| don't leave. |
http://www.rollingstone.com/news/story/10432334/was_the_2004_election_stolen/1
Highlights:
The first indication that something was gravely amiss on November 2nd, 2004, was the inexplicable discrepancies between exit polls and actual vote counts. Exit polls in Germany, for example, have never missed the mark by more than three-tenths of one percent.(17) ''Exit polls are almost never wrong,'' Dick Morris. On the evening of the vote, reporters at each of the major networks were briefed by pollsters at 7:54 p.m. Kerry, they were informed, had an insurmountable lead and would win by a rout: at least 309 electoral votes to Bush's 174, with fifty-five too close to call. But as the evening progressed, official tallies began to show implausible disparities -- as much as 9.5 percent -- with the exit polls.
In what may be the single most astounding fact from the election, one in every four Ohio citizens who registered to vote in 2004 showed up at the polls only to discover that they were not listed on the rolls, thanks to GOP efforts to stem the unprecedented flood of Democrats eager to cast ballots. Kenneth Blackwell, Ohio's secretary of state, during the 2004 election he used his official powers to disenfranchise hundreds of thousands of Ohio citizens in Democratic strongholds. Blackwell permitted election officials in Cleveland, Cincinnati and Toledo to conduct a massive purge of their voter rolls, summarily expunging the names of more than 300,000 voters who had failed to cast ballots in the previous two national elections. There were legitimate reasons to clean up voting lists: Many of the names undoubtedly belonged to people who had moved or died. Blackwell cited an arcane elections regulation to make it harder to register new voters. In a now-infamous decree, Blackwell announced on September 7th -- less than a month before the filing deadline -- that election officials would process registration forms only if they were printed on eighty-pound unwaxed white paper stock, similar to a typical postcard. He further specified that any valid registration cards printed on lesser paper stock that miraculously survived the shredding gauntlet at the post office were not to be processed. With less than a month to go before the election, Bernadette Noe and her board had yet to process 20,000 voter registration cards.(103) Board officials arbitrarily decided that mail-in cards (mostly from the Republican suburbs) would be processed first, while registrations dropped off at the board's office (the fruit of intensive Democratic registration drives in the city) would be processed last.(104) When a grass-roots group called Project Vote delivered a batch of nearly 10,000 cards just before the October 4th deadline, an elections official casually remarked, ''We may not get to them.'' Under the law, would-be voters whose registration is questioned at the polls must be allowed to cast provisional ballots that can be counted after the election if the voter's registration proves valid.
Would-be voters in Dayton and Cincinnati routinely faced waits as long as three hours. Republicans in the state legislature, citing new electronic voting machines that were supposed to speed voting, authorized local election boards to reduce the number of precincts across Ohio, all of them favorable to Democrats, from slashing the number of precincts by at least twenty percent. An analysis by voter advocates found that all but three of the thirty wards with the best voter-to-machine ratios were in Bush strongholds; all but one of the seven with the worst ratios were in Kerry country. white Republican suburbanites, blessed with a surplus of machines, averaged waits of only twenty-two minutes; black urban Democrats averaged three hours and fifteen minutes.
Immediately after the polls closed on Election Day, GOP officials -- citing the FBI -- declared that the county was facing a terrorist threat that ranked ten on a scale of one to ten. The county administration building was hastily locked down, allowing election officials to tabulate the results without any reporters present. In fact, there was no terrorist threat. The FBI declared that it had issued no such warning
That is so three years ago rocco. :)
Posted by: jeremie at June 1, 2006 6:33 PMUmmmm... that would be 2003. Before the election. So all the reports coming out now would be from the future?
Okay guys... time to learn how to make a link!
first, you put a less than sign, then a href= followed by the link in "quotes" then a greater than sign. Then the word you want to link. then less than sign followed by /a then a greater than sign.
[a href="link here"]word here[/a]
like that but replace the brackets with greater and less thans. what is the tech term for those anyhow?
Posted by: loren at June 2, 2006 10:06 AMBy "guys" do you mean "me" and by "me" do you mean Loser?
Posted by: rsvp at June 2, 2006 11:12 AMloren was lil brisk in that comment. so rocco yes, he hates you.
there's a way easier way to do it then the technical way. just highlight the dang link and hit "url" when creating the entry. and tadaaaaaa....it's a link!
Posted by: Missy at June 2, 2006 1:29 PMHe's a guy? Oh.
No I prefer just typing in:
[a href="link here"]word here[/a]
everytime I like to post something. Mind you I don't plan on filling in the blanks just typing in the above line.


— Assignment —
An exact copy of the records is needed; please leave the images out.

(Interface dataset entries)

--------

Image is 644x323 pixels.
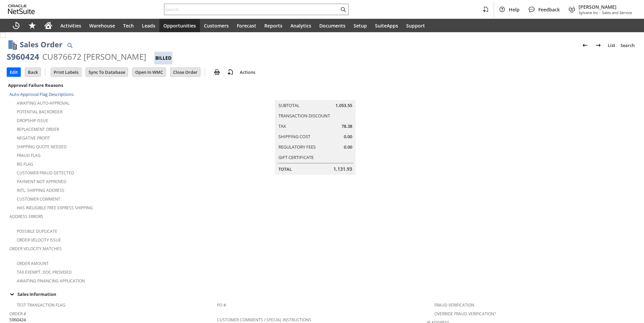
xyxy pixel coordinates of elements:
[509,6,519,12] span: Help
[7,68,20,77] input: Edit
[142,22,156,29] span: Leads
[17,261,49,266] a: Order Amount
[605,40,618,50] a: List
[17,170,74,176] a: Customer Fraud Detected
[17,153,40,158] a: Fraud Flag
[217,302,226,308] a: PO #
[344,133,352,140] span: 0.00
[17,270,72,275] a: Tax Exempt. Doc Provided
[581,41,589,50] img: Previous
[279,133,310,139] a: Shipping Cost
[12,22,20,29] svg: Recent Records
[9,311,26,317] a: Order #
[60,22,81,29] span: Activities
[319,22,345,29] span: Documents
[66,41,74,50] img: Quick Find
[434,302,474,308] a: Fraud Verification
[264,22,283,29] span: Reports
[9,246,62,252] a: Order Velocity Matches
[204,22,228,29] span: Customers
[85,19,119,33] a: Warehouse
[25,68,40,77] input: Back
[402,19,429,33] a: Support
[349,19,371,33] a: Setup
[17,237,61,243] a: Order Velocity Issue
[164,5,339,13] input: Search
[233,19,260,33] a: Forecast
[279,144,316,150] a: Regulatory Fees
[9,91,74,98] a: Auto-Approval Flag Descriptions
[279,123,286,129] a: Tax
[375,22,398,29] span: SuiteApps
[86,68,128,77] input: Sync To Database
[290,22,311,29] span: Analytics
[20,39,63,50] h1: Sales Order
[578,4,632,10] span: [PERSON_NAME]
[406,22,425,29] span: Support
[17,196,60,202] a: Customer Comment
[279,113,330,119] a: Transaction Discount
[335,102,352,108] span: 1,053.55
[51,68,81,77] input: Print Labels
[341,123,352,129] span: 78.38
[594,41,602,50] img: Next
[138,19,159,33] a: Leads
[17,278,85,283] a: Awaiting Financing Application
[237,69,258,75] a: Actions
[344,144,352,150] span: 0.00
[17,302,65,308] a: Test Transaction Flag
[434,311,495,317] a: Override Fraud Verification?
[279,102,300,108] a: Subtotal
[315,19,349,33] a: Documents
[217,317,311,323] a: Customer Comments / Special Instructions
[17,101,70,106] a: Awaiting Auto-Approval
[17,109,63,115] a: Potential Backorder
[279,166,292,172] a: Total
[213,68,221,76] img: print.svg
[154,52,173,64] div: Billed
[132,68,166,77] input: Open In WMC
[602,10,632,15] span: Sales and Service
[40,19,57,33] a: Home
[17,144,67,149] a: Shipping Quote Needed
[578,10,598,15] span: Sylvane Inc
[159,19,200,33] a: Opportunities
[17,126,59,132] a: Replacement Order
[200,19,233,33] a: Customers
[7,290,637,299] td: Sales Information
[163,22,196,29] span: Opportunities
[57,19,85,33] a: Activities
[7,81,214,90] div: Approval Failure Reasons
[226,68,235,76] img: add-record.svg
[43,51,146,62] div: CU876672 [PERSON_NAME]
[17,229,57,234] a: Possible Duplicate
[17,187,64,194] a: Intl. Shipping Address
[119,19,138,33] a: Tech
[334,166,352,173] span: 1,131.93
[538,6,560,12] span: Feedback
[44,22,53,29] svg: Home
[618,40,637,50] a: Search
[8,5,35,14] svg: logo
[8,19,24,33] a: Recent Records
[339,5,347,13] svg: Search
[89,22,115,29] span: Warehouse
[170,68,200,77] input: Close Order
[17,205,93,211] a: Has Ineligible Free Express Shipping
[7,51,39,62] div: S960424
[17,179,67,184] a: Payment not approved
[9,317,26,323] span: S960424
[123,22,134,29] span: Tech
[17,136,50,141] a: Negative Profit
[17,118,48,123] a: Dropship Issue
[354,22,367,29] span: Setup
[599,10,601,15] span: -
[24,19,40,33] div: Shortcuts
[279,154,313,160] a: Gift Certificate
[275,89,355,100] caption: Summary
[237,22,256,29] span: Forecast
[260,19,286,33] a: Reports
[286,19,315,33] a: Analytics
[28,22,36,29] svg: Shortcuts
[371,19,402,33] a: SuiteApps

--------

— Result —
Image is 644x323 pixels.
xyxy pixel coordinates of elements:
[509,6,519,12] span: Help
[7,68,20,77] input: Edit
[142,22,156,29] span: Leads
[17,261,49,266] a: Order Amount
[605,40,618,50] a: List
[17,170,74,176] a: Customer Fraud Detected
[17,153,40,158] a: Fraud Flag
[217,302,226,308] a: PO #
[344,133,352,140] span: 0.00
[17,270,72,275] a: Tax Exempt. Doc Provided
[581,41,589,50] img: Previous
[279,133,310,139] a: Shipping Cost
[12,22,20,29] svg: Recent Records
[9,311,26,317] a: Order #
[60,22,81,29] span: Activities
[319,22,345,29] span: Documents
[66,41,74,50] img: Quick Find
[434,302,474,308] a: Fraud Verification
[264,22,283,29] span: Reports
[9,246,62,252] a: Order Velocity Matches
[204,22,228,29] span: Customers
[85,19,119,33] a: Warehouse
[25,68,40,77] input: Back
[402,19,429,33] a: Support
[349,19,371,33] a: Setup
[17,237,61,243] a: Order Velocity Issue
[164,5,339,13] input: Search
[233,19,260,33] a: Forecast
[279,144,316,150] a: Regulatory Fees
[9,91,74,98] a: Auto-Approval Flag Descriptions
[279,123,286,129] a: Tax
[375,22,398,29] span: SuiteApps
[86,68,128,77] input: Sync To Database
[290,22,311,29] span: Analytics
[20,39,63,50] h1: Sales Order
[578,4,632,10] span: [PERSON_NAME]
[406,22,425,29] span: Support
[17,196,60,202] a: Customer Comment
[279,113,330,119] a: Transaction Discount
[335,102,352,108] span: 1,053.55
[51,68,81,77] input: Print Labels
[341,123,352,129] span: 78.38
[594,41,602,50] img: Next
[138,19,159,33] a: Leads
[17,278,85,283] a: Awaiting Financing Application
[237,69,258,75] a: Actions
[344,144,352,150] span: 0.00
[17,302,65,308] a: Test Transaction Flag
[434,311,495,317] a: Override Fraud Verification?
[279,102,300,108] a: Subtotal
[315,19,349,33] a: Documents
[217,317,311,323] a: Customer Comments / Special Instructions
[17,101,70,106] a: Awaiting Auto-Approval
[17,109,63,115] a: Potential Backorder
[279,166,292,172] a: Total
[213,68,221,76] img: print.svg
[154,52,173,64] div: Billed
[132,68,166,77] input: Open In WMC
[602,10,632,15] span: Sales and Service
[40,19,57,33] a: Home
[17,144,67,149] a: Shipping Quote Needed
[578,10,598,15] span: Sylvane Inc
[159,19,200,33] a: Opportunities
[17,126,59,132] a: Replacement Order
[200,19,233,33] a: Customers
[7,290,637,299] td: Sales Information
[163,22,196,29] span: Opportunities
[57,19,85,33] a: Activities
[7,81,214,90] div: Approval Failure Reasons
[226,68,235,76] img: add-record.svg
[43,51,146,62] div: CU876672 [PERSON_NAME]
[17,229,57,234] a: Possible Duplicate
[17,187,64,194] a: Intl. Shipping Address
[119,19,138,33] a: Tech
[334,166,352,173] span: 1,131.93
[538,6,560,12] span: Feedback
[44,22,53,29] svg: Home
[618,40,637,50] a: Search
[8,5,35,14] svg: logo
[8,19,24,33] a: Recent Records
[339,5,347,13] svg: Search
[89,22,115,29] span: Warehouse
[170,68,200,77] input: Close Order
[17,205,93,211] a: Has Ineligible Free Express Shipping
[7,51,39,62] div: S960424
[17,179,67,184] a: Payment not approved
[9,317,26,323] span: S960424
[123,22,134,29] span: Tech
[17,136,50,141] a: Negative Profit
[17,118,48,123] a: Dropship Issue
[354,22,367,29] span: Setup
[599,10,601,15] span: -
[24,19,40,33] div: Shortcuts
[279,154,313,160] a: Gift Certificate
[275,89,355,100] caption: Summary
[237,22,256,29] span: Forecast
[260,19,286,33] a: Reports
[286,19,315,33] a: Analytics
[28,22,36,29] svg: Shortcuts
[371,19,402,33] a: SuiteApps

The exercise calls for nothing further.